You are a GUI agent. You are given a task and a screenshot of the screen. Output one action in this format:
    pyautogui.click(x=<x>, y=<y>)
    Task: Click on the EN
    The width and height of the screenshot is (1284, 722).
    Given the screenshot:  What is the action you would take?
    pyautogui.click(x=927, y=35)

--------------------------------

WHAT THE EXERCISE ASKS
Nothing in the data may change. Give it again in full.

ANSWER
You are a GUI agent. You are given a task and a screenshot of the screen. Output one action in this format:
    pyautogui.click(x=<x>, y=<y>)
    Task: Click on the EN
    The width and height of the screenshot is (1284, 722).
    Given the screenshot:  What is the action you would take?
    pyautogui.click(x=927, y=35)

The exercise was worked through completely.